Savior of Handwritten Newspapers

At 10 PM, your child suddenly says, "We need to hand in a poster tomorrow"—have you ever felt overwhelmed? 😱 Searching through countless templates on Xiaohongshu, spending tens of dollars to have someone do it for you, staying up all night drawing until your hands tremble… Every poster assignment is a nightmare, not for the child, but for the parents. Even more heartbreaking is that after spending money and time, the teacher still thinks it wasn't done with care. 🦸 Poster savior, a cure for this "back-to-school anxiety." Just tell me the theme—any theme will do, and the image will be generated in 30 seconds: a beautiful colored finished product for reference, and a black and white line drawing for the child to color and write on.
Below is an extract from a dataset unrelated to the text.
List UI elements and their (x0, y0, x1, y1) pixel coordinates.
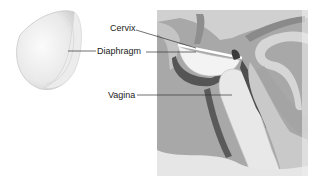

The teacher will praise your effort, the child will feel a sense of accomplishment, and you've only moved your fingers the whole time. ⏰ How much time did you spend before? 30 minutes searching for materials online, 1 hour brainstorming and layout, 2 hours drawing—a whole evening gone. Now? Enter the theme, choose a size, and you're done. 3 steps, 3 hours saved. ✅ Why it's worth using: 🖼️ The black and white line drawings allow children to participate actively; it's not just a freelance project, and teachers approve of it too. 💬 Any theme can be input, not limited to fixed templates—it draws whatever you say. 📐 Supports mainstream sizes like A4/A3; print directly after generation without needing to adjust the format. 🙌 No drawing skills required, no software download needed—just open it and you're good to go. In short: While others are still staying up all night drawing posters, you're already asleep.

Savior of Handwritten Newspapers
Hogwarts Daily Oracle Pro

Hogwarts Daily Oracle Pro

Remember the thrill of opening a Chocolate Frog card? That's this — but every single day. Step into Professor Trelawney's Divination tower each morning for your personalized fortune. Her theatrical voice guides you through six authentic magical methods: tea leaf reading with symbols forming in amber liquid, crystal ball gazing into swirling mists, celestial astrology from the Astronomy Tower, fire omens dancing in the hearth, enchanted tarot that would make Firenze proud, and ancient palmistry wisdom. But here's where it gets addictive: your fortune transforms into a museum-quality 3:4 card that looks like it belongs in the restricted section of the Hogwarts library. We're talking restrained luxury — warm candlelight tones, genuine parchment textures, wax seal details, and that "aged magical artifact" aesthetic that makes every card wallpaper-worthy. THE COLLECTION GAME: • 6 divination methods × 3 visual styles × 5 rarity tiers = 90 unique combinations • Hunt for Legendary and Mythical cards (1-4% drop rates!) • Rarity affects both your fortune's intensity and the card's visual splendor • Special event modes: Birthday Oracle, O.W.L. Exam Fortune, Love Potion Prophecy Each card includes your four-dimensional fortune (career, love, wealth, luck), today's Patronus form, lucky spell, potion, number, and location — plus an insightful "oracle quote" that hits different every time. Perfect for: ✨ Daily magical rituals before your morning coffee 📱 Instagram/Twitter posts that actually get engagement 🎁 Sharing fortunes with your Potterhead friends 🖼️ Building a collection of cards you'll genuinely treasure Text legibility is sacred here — no "pretty but unreadable" nonsense. Every card balances mystique with clarity, because what's the point of a fortune you can't read? Your Hogwarts letter may have gotten lost in the mail, but your daily dose of magic starts now.